Blood Lands (Savage Lands #5)(66)



Everyone stared at the brownie on my shoulder.

“What?” He stood, straightening out his kimono. “Am I wrong? The legend’s got too much punch in his spunk. Cake in his snake. Too much batter going into her vatter.”

I cringed.

“Nizzle drizzle in his—”

“Oh, my gods, stop.” I palmed my face.

Opie shrugged, peeling the bit of mushroom from his cheek and eating it.

“As disturbing as that was, he might not be too far off,” Tad replied.

“What?” Warwick huffed. “This is my fault?”

“No.” Tad shook his head. “It’s the energy you create together, which strengthens not only your bond but fuels the nectar as well. As if there is too much, so the nectar siphons off what you can’t hold.”

“They do pump their magic juice into it.” Opie plunked down on my shoulder, snickering in my ear, completely loopy. I really had to cut them off of drugs. Though it actually made sense. Our energy together affected everything around us: ghosts, humans, fae, electricity, the air.

“You’re telling me we have to stop having sex?” Warwick snarled, his neck straining. “Not gonna fucking happen.”

“I’m just telling you what I observe.” Tad shrugged his shoulder.

“What about when I burn through the magic? It’s happened a few times now... and our connection goes quiet.” I gestured to Warwick. “Does it lessen its power?”

Tad tilted his head. “We noticed it wane and go quiet, but each time it flared back, it was even stronger.” Tad shuffled on his feet, a nervous tick stressing his eye. “You both are growing more powerful. I can feel it.” Tad’s hand squeezed his cane until his knuckles were white. “But the nectar is growing much faster. I think it’s siphoning the magic your body can’t handle and taking it on. Just as it did when you were born.” Tad’s wariness was written on his face, peering down at the nectar, studying it as if it would unlock its riddles to him.

The nectar thumped like a heartbeat inside the box, pulling me closer to it, whispering to me. I needed to hold it, to have that part of me back. Maybe it would tell me its secrets. I could understand what this all meant.

Leaning, my hand reached for the box, a jolt going up my arm, my finger about to skim the lid.

“Do. Not. Touch. It.” An emotionless voice said every word as though it were a battle. I jerked my head up with a gasp, my eyes taking in the outlines flittering out from the forest trees, their cloaks the color of the shadows.

“When I spoke of compromise?” Tad gripped his staff harder. “They were the concession. They wouldn’t allow me to bring it here without them.”

I stood immobile as seven figures moved in as silent as ghosts, the woman in front taking my attention. Her skin was pallid and thin, boney hands holding on to her scythe.

“M-mom?” I stared at her, panic and fear gripping my gut. My mother and her clan stood before me; the life in them drained away, leaving what was left...

Necromancers.





Chapter 18





“Br-ex-ley.” Eabha struggled over my name, her mouth moving stiffly as if it took all her concentration to speak.

Emotion choked me, making it hard to swallow. “I-I don’t understand.” I scanned through the entire clan, seeing the small differences. The life which warmed their cheeks and plumped their flesh was evaporating. The fact my mother spoke at all told me they weren’t completely gone.

Yet.

“What is happening to them?” I bounced from them to Tad, demanding an answer.

Tad sighed, his spine sagging more under the weight.

“They are returning to their original state.”

“But how? Why? I brought them back. My magic saved them.”

“Black magic is conjured from the darkest of magic. It goes against nature. Goes against a Druid’s magic. To use it... there are consequences. Ones that can never be erased.” His hand rubbed at his twisted spine, reminding me my mother had struck Tad with black magic the night of the fae war. He was the most powerful Druid alive, and yet he could not fix his condition. “What their father did is a sin they will carry forever.”

“But I thought...” I stared back at my mom, grief knotting my heart as she watched me blankly.

“I don’t know all you are capable of, my girl, but you shouldn’t have been able to alter the scars of black magic at all. The fact you did?” He shook his head, keeping the rest of his sentence to himself.

My eyes welled with tears. Before I even got to know my mother, she was being taken from me. As a kid, I dreamed of her being part of my life, of knowing her.

“You bring people back from the dead,” Tad said.

“Exactly!” I screamed, anger climbing up into my chest, ready to explode. “Then I should be able to save them!”

“They were never alive or dead.” Tad’s statement slammed into my gut. “They are in the in-between.”

Like the ghosts who slipped away from their bodies. I couldn’t bring them back or conjure a person from the grave back to life.

I shook my head in denial, moving to the pit where the nectar was. “I don’t care. I will try again. I will do it every day if I have to!”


_Problem details_: The required answer is every line of the data containing the word "right".

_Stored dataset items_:
[Start of section]

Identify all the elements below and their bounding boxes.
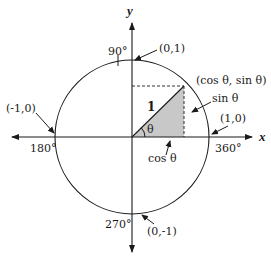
label-point-right: (1,0) (220, 112, 246, 125)
label-point-bottom: (0,-1) (147, 225, 177, 238)
label-angle-90: 90° (108, 45, 128, 58)
label-sin-theta: sin θ (212, 92, 239, 105)
label-point-left: (-1,0) (6, 102, 36, 115)
y-axis-label: y (125, 3, 133, 18)
arrow-to-top-point (135, 50, 157, 60)
unit-circle-diagram: y x (0,1) (-1,0) (1,0) (0,-1) (cos θ, si… (0, 0, 271, 260)
label-theta: θ (147, 123, 154, 136)
arrow-to-right-point (212, 126, 228, 134)
label-hypotenuse: 1 (147, 100, 155, 114)
x-axis-label: x (258, 129, 266, 144)
label-cos-theta: cos θ (148, 152, 177, 165)
label-angle-180: 180° (30, 142, 57, 155)
arrow-to-left-point (36, 113, 54, 133)
arrow-to-bottom-point (142, 215, 154, 224)
label-point-top: (0,1) (159, 42, 185, 55)
label-point-on-circle: (cos θ, sin θ) (196, 74, 267, 87)
label-angle-270: 270° (105, 218, 132, 231)
label-angle-360: 360° (215, 142, 242, 155)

[End of section]

_Result below_:
label-point-right: (1,0) (220, 112, 246, 125)
arrow-to-right-point (212, 126, 228, 134)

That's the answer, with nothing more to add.